This adds approximately 200 MB to the container size but unlocks all enterprise-grade features.

Using Stirling-PDF

The interface is straightforward. The home page presents every available tool as a clickable tile with a short description. Click any tile to open that tool’s dedicated page.

Merging PDFs

One of the most common use cases. On the merge page:

  1. Drag and drop your PDF files (or click to browse)
  2. Reorder the files by dragging them into the desired sequence
  3. Click “Merge” to process
  4. Download the combined file

There is no file size limit imposed by the application — the only constraint is your server’s available memory. In testing, Stirling-PDF handles files up to several hundred megabytes without issue on a machine with 4 GB of RAM.

Converting Between Formats

Stirling-PDF supports bidirectional conversion between PDFs and several other formats:

FromTo
PDFPNG, JPG, WebP
PNG/JPGPDF
PDFDOCX (Word)
PDFXLSX (Excel)
DOCX, XLSX, PPTXPDF
HTMLPDF
PDFMarkdown
PDFPlain text

The conversion pipeline uses LibreOffice under the hood for Office document formats, which ensures high-fidelity output that preserves formatting, fonts, and layout.

Adding Watermarks

The watermark tool lets you add text or image watermarks to PDF pages with fine-grained control:

  • Position: center, corners, or custom coordinates
  • Opacity: adjustable transparency from 0% to 100%
  • Rotation: any angle, with diagonal tiling option
  • Page range: apply to all pages or a specific subset

This is particularly useful for marking drafts, adding company branding, or labeling confidential documents.

Compressing PDFs

If you need to reduce file sizes — for email attachments, web uploads, or storage — the compression tool offers three quality levels:

  • Low compression — minimal quality loss, moderate size reduction
  • Medium compression — balanced quality and size (recommended for most use cases)
  • High compression — maximum size reduction, visible quality degradation

The compression engine optimizes image resolution, removes unnecessary metadata, and re-encodes fonts where possible.
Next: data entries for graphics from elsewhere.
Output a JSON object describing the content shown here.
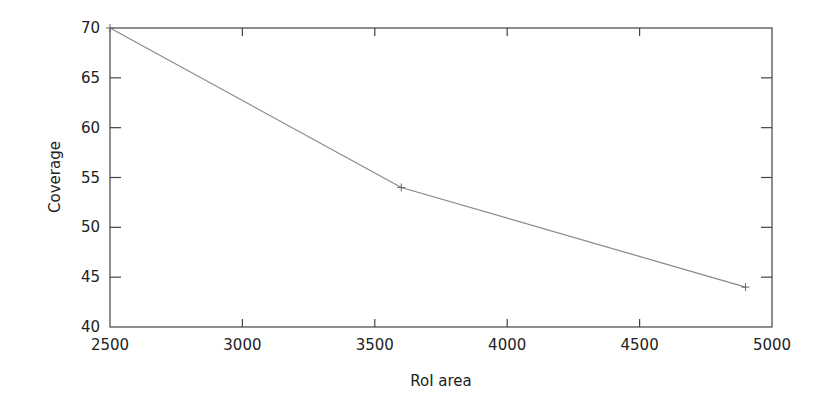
{
  "chart_data": {
    "type": "line",
    "title": "",
    "xlabel": "RoI area",
    "ylabel": "Coverage",
    "xlim": [
      2500,
      5000
    ],
    "ylim": [
      40,
      70
    ],
    "xticks": [
      2500,
      3000,
      3500,
      4000,
      4500,
      5000
    ],
    "yticks": [
      40,
      45,
      50,
      55,
      60,
      65,
      70
    ],
    "grid": false,
    "legend": null,
    "series": [
      {
        "name": "Coverage",
        "color": "#888888",
        "marker": "+",
        "x": [
          2500,
          3600,
          4900
        ],
        "y": [
          70,
          54,
          44
        ]
      }
    ]
  }
}
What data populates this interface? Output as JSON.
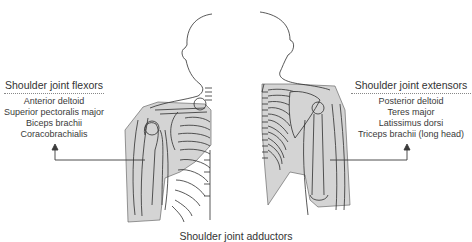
{
  "diagram": {
    "colors": {
      "muscle_fill": "#d4d4d4",
      "outline": "#2e2e2e",
      "text": "#333333",
      "arrow": "#3a3a3a",
      "background": "#ffffff"
    },
    "figures": [
      {
        "view": "anterior",
        "side": "left"
      },
      {
        "view": "posterior",
        "side": "right"
      }
    ],
    "labels": {
      "flexors": {
        "title": "Shoulder joint flexors",
        "items": [
          "Anterior deltoid",
          "Superior pectoralis major",
          "Biceps brachii",
          "Coracobrachialis"
        ]
      },
      "extensors": {
        "title": "Shoulder joint extensors",
        "items": [
          "Posterior deltoid",
          "Teres major",
          "Latissimus dorsi",
          "Triceps brachii (long head)"
        ]
      },
      "adductors": {
        "title": "Shoulder joint adductors"
      }
    }
  }
}
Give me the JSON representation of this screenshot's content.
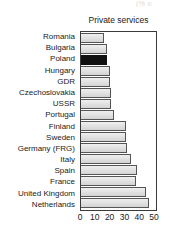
{
  "top_fragment": "(% o",
  "chart_data": {
    "type": "bar",
    "orientation": "horizontal",
    "title": "Private services",
    "xlabel": "",
    "ylabel": "",
    "xlim": [
      0,
      52
    ],
    "xticks": [
      0,
      10,
      20,
      30,
      40,
      50
    ],
    "grid": false,
    "legend": "none",
    "highlight_category": "Poland",
    "highlight_color": "#111111",
    "bar_color": "#e3e3e3",
    "bar_edge_color": "#555555",
    "categories": [
      "Romania",
      "Bulgaria",
      "Poland",
      "Hungary",
      "GDR",
      "Czechoslovakia",
      "USSR",
      "Portugal",
      "Finland",
      "Sweden",
      "Germany (FRG)",
      "Italy",
      "Spain",
      "France",
      "United Kingdom",
      "Netherlands"
    ],
    "values": [
      16,
      18,
      18,
      20,
      20,
      21,
      21,
      23,
      31,
      31,
      32,
      35,
      39,
      38,
      45,
      47
    ]
  }
}
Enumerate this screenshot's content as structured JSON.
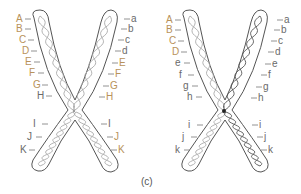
{
  "figure": {
    "caption": "(c)",
    "colors": {
      "outline": "#555555",
      "helix": "#a9a9a9",
      "helix_dark": "#222222",
      "label_tan": "#b8925a",
      "label_gray": "#6a6a6a"
    },
    "chromosomes": [
      {
        "name": "left-chromosome",
        "left_labels": [
          {
            "t": "A",
            "c": "tan",
            "x": 16,
            "y": 19
          },
          {
            "t": "B",
            "c": "tan",
            "x": 16,
            "y": 29
          },
          {
            "t": "C",
            "c": "tan",
            "x": 19,
            "y": 40
          },
          {
            "t": "D",
            "c": "tan",
            "x": 22,
            "y": 51
          },
          {
            "t": "E",
            "c": "tan",
            "x": 25,
            "y": 62
          },
          {
            "t": "F",
            "c": "tan",
            "x": 29,
            "y": 73
          },
          {
            "t": "G",
            "c": "tan",
            "x": 33,
            "y": 85
          },
          {
            "t": "H",
            "c": "gray",
            "x": 37,
            "y": 96
          },
          {
            "t": "I",
            "c": "gray",
            "x": 33,
            "y": 124
          },
          {
            "t": "J",
            "c": "gray",
            "x": 27,
            "y": 137
          },
          {
            "t": "K",
            "c": "gray",
            "x": 20,
            "y": 150
          }
        ],
        "right_labels": [
          {
            "t": "a",
            "c": "gray",
            "x": 131,
            "y": 19
          },
          {
            "t": "b",
            "c": "gray",
            "x": 128,
            "y": 29
          },
          {
            "t": "c",
            "c": "gray",
            "x": 125,
            "y": 40
          },
          {
            "t": "d",
            "c": "gray",
            "x": 122,
            "y": 51
          },
          {
            "t": "E",
            "c": "tan",
            "x": 119,
            "y": 63
          },
          {
            "t": "F",
            "c": "tan",
            "x": 115,
            "y": 74
          },
          {
            "t": "G",
            "c": "tan",
            "x": 110,
            "y": 86
          },
          {
            "t": "H",
            "c": "tan",
            "x": 106,
            "y": 97
          },
          {
            "t": "I",
            "c": "gray",
            "x": 108,
            "y": 124
          },
          {
            "t": "J",
            "c": "tan",
            "x": 114,
            "y": 137
          },
          {
            "t": "K",
            "c": "tan",
            "x": 118,
            "y": 150
          }
        ]
      },
      {
        "name": "right-chromosome",
        "left_labels": [
          {
            "t": "A",
            "c": "tan",
            "x": 166,
            "y": 20
          },
          {
            "t": "B",
            "c": "tan",
            "x": 166,
            "y": 30
          },
          {
            "t": "C",
            "c": "tan",
            "x": 169,
            "y": 41
          },
          {
            "t": "D",
            "c": "tan",
            "x": 172,
            "y": 52
          },
          {
            "t": "e",
            "c": "gray",
            "x": 175,
            "y": 63
          },
          {
            "t": "f",
            "c": "gray",
            "x": 179,
            "y": 75
          },
          {
            "t": "g",
            "c": "gray",
            "x": 183,
            "y": 86
          },
          {
            "t": "h",
            "c": "gray",
            "x": 187,
            "y": 97
          },
          {
            "t": "i",
            "c": "gray",
            "x": 188,
            "y": 125
          },
          {
            "t": "j",
            "c": "gray",
            "x": 182,
            "y": 137
          },
          {
            "t": "k",
            "c": "gray",
            "x": 175,
            "y": 150
          }
        ],
        "right_labels": [
          {
            "t": "a",
            "c": "gray",
            "x": 284,
            "y": 20
          },
          {
            "t": "b",
            "c": "gray",
            "x": 281,
            "y": 30
          },
          {
            "t": "c",
            "c": "gray",
            "x": 278,
            "y": 41
          },
          {
            "t": "d",
            "c": "gray",
            "x": 275,
            "y": 52
          },
          {
            "t": "e",
            "c": "gray",
            "x": 272,
            "y": 64
          },
          {
            "t": "f",
            "c": "gray",
            "x": 268,
            "y": 75
          },
          {
            "t": "g",
            "c": "gray",
            "x": 263,
            "y": 87
          },
          {
            "t": "h",
            "c": "gray",
            "x": 258,
            "y": 98
          },
          {
            "t": "i",
            "c": "gray",
            "x": 259,
            "y": 125
          },
          {
            "t": "j",
            "c": "gray",
            "x": 264,
            "y": 137
          },
          {
            "t": "k",
            "c": "gray",
            "x": 268,
            "y": 150
          }
        ]
      }
    ]
  }
}
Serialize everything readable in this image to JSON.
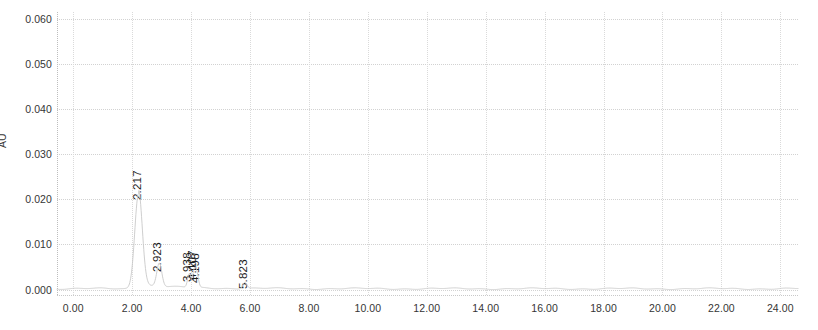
{
  "chart_data": {
    "type": "line",
    "title": "",
    "xlabel": "",
    "ylabel": "AU",
    "xlim": [
      -0.55,
      24.6
    ],
    "ylim": [
      -0.0012,
      0.0615
    ],
    "grid": true,
    "legend": "none",
    "x_ticks": [
      "0.00",
      "2.00",
      "4.00",
      "6.00",
      "8.00",
      "10.00",
      "12.00",
      "14.00",
      "16.00",
      "18.00",
      "20.00",
      "22.00",
      "24.00"
    ],
    "x_tick_values": [
      0,
      2,
      4,
      6,
      8,
      10,
      12,
      14,
      16,
      18,
      20,
      22,
      24
    ],
    "y_ticks": [
      "0.000",
      "0.010",
      "0.020",
      "0.030",
      "0.040",
      "0.050",
      "0.060"
    ],
    "y_tick_values": [
      0.0,
      0.01,
      0.02,
      0.03,
      0.04,
      0.05,
      0.06
    ],
    "trace_color": "#c8c8c8",
    "peaks": [
      {
        "label": "2.217",
        "rt": 2.217,
        "height": 0.0212,
        "width": 0.3
      },
      {
        "label": "2.923",
        "rt": 2.923,
        "height": 0.0052,
        "width": 0.2
      },
      {
        "label": "3.938",
        "rt": 3.938,
        "height": 0.003,
        "width": 0.13
      },
      {
        "label": "4.107",
        "rt": 4.107,
        "height": 0.0035,
        "width": 0.13
      },
      {
        "label": "4.198",
        "rt": 4.198,
        "height": 0.0028,
        "width": 0.13
      },
      {
        "label": "5.823",
        "rt": 5.823,
        "height": 0.0014,
        "width": 0.16
      }
    ],
    "baseline": 0.0002
  }
}
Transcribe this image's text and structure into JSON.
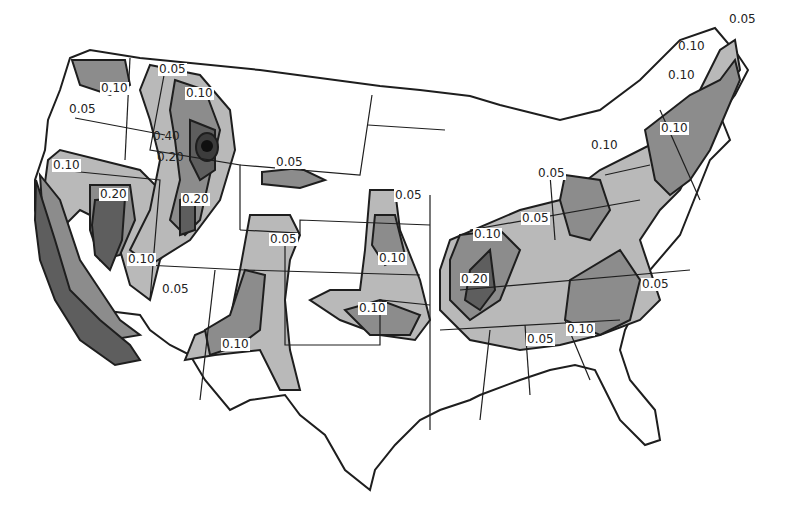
{
  "map": {
    "subject": "Contour map of the contiguous United States",
    "colors": {
      "background": "#ffffff",
      "outline": "#1e1e1e",
      "level_0_05": "#b9b9b9",
      "level_0_10": "#8c8c8c",
      "level_0_20": "#5e5e5e",
      "level_0_40": "#1c1c1c"
    },
    "contour_levels": [
      "0.05",
      "0.10",
      "0.20",
      "0.40"
    ],
    "labels": [
      {
        "text": "0.10",
        "x": 100,
        "y": 89,
        "boxed": true
      },
      {
        "text": "0.05",
        "x": 68,
        "y": 110,
        "boxed": false
      },
      {
        "text": "0.05",
        "x": 158,
        "y": 70,
        "boxed": true
      },
      {
        "text": "0.10",
        "x": 185,
        "y": 94,
        "boxed": true
      },
      {
        "text": "0.40",
        "x": 152,
        "y": 137,
        "boxed": false
      },
      {
        "text": "0.20",
        "x": 156,
        "y": 158,
        "boxed": false
      },
      {
        "text": "0.10",
        "x": 52,
        "y": 166,
        "boxed": true
      },
      {
        "text": "0.20",
        "x": 99,
        "y": 195,
        "boxed": true
      },
      {
        "text": "0.20",
        "x": 181,
        "y": 200,
        "boxed": true
      },
      {
        "text": "0.10",
        "x": 127,
        "y": 260,
        "boxed": true
      },
      {
        "text": "0.05",
        "x": 161,
        "y": 290,
        "boxed": false
      },
      {
        "text": "0.10",
        "x": 221,
        "y": 345,
        "boxed": true
      },
      {
        "text": "0.05",
        "x": 275,
        "y": 163,
        "boxed": true
      },
      {
        "text": "0.05",
        "x": 269,
        "y": 240,
        "boxed": true
      },
      {
        "text": "0.05",
        "x": 394,
        "y": 196,
        "boxed": true
      },
      {
        "text": "0.10",
        "x": 378,
        "y": 259,
        "boxed": true
      },
      {
        "text": "0.10",
        "x": 358,
        "y": 309,
        "boxed": true
      },
      {
        "text": "0.10",
        "x": 473,
        "y": 235,
        "boxed": true
      },
      {
        "text": "0.05",
        "x": 521,
        "y": 219,
        "boxed": true
      },
      {
        "text": "0.20",
        "x": 460,
        "y": 280,
        "boxed": true
      },
      {
        "text": "0.05",
        "x": 537,
        "y": 174,
        "boxed": true
      },
      {
        "text": "0.10",
        "x": 566,
        "y": 330,
        "boxed": true
      },
      {
        "text": "0.05",
        "x": 526,
        "y": 340,
        "boxed": true
      },
      {
        "text": "0.05",
        "x": 641,
        "y": 285,
        "boxed": true
      },
      {
        "text": "0.10",
        "x": 590,
        "y": 146,
        "boxed": false
      },
      {
        "text": "0.10",
        "x": 660,
        "y": 129,
        "boxed": true
      },
      {
        "text": "0.10",
        "x": 667,
        "y": 76,
        "boxed": false
      },
      {
        "text": "0.10",
        "x": 677,
        "y": 47,
        "boxed": false
      },
      {
        "text": "0.05",
        "x": 728,
        "y": 20,
        "boxed": false
      }
    ]
  }
}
Working with Sensitive Documents

For documents containing personal information, the redaction tool is essential. Unlike simply covering text with a black box (which can be trivially removed), proper redaction permanently removes the underlying text data from the PDF structure.

The workflow:

  1. Upload the PDF
  2. Draw rectangles over the content to remove
  3. Click “Redact” to permanently erase the selected areas
  4. Download the sanitized file

Always verify the output by opening the redacted PDF and searching for any remnants of the removed text.

Setting Up Authentication

By default, anyone who can reach the Stirling-PDF web interface can use it. If you are running this on a server accessible from the internet, you should enable authentication.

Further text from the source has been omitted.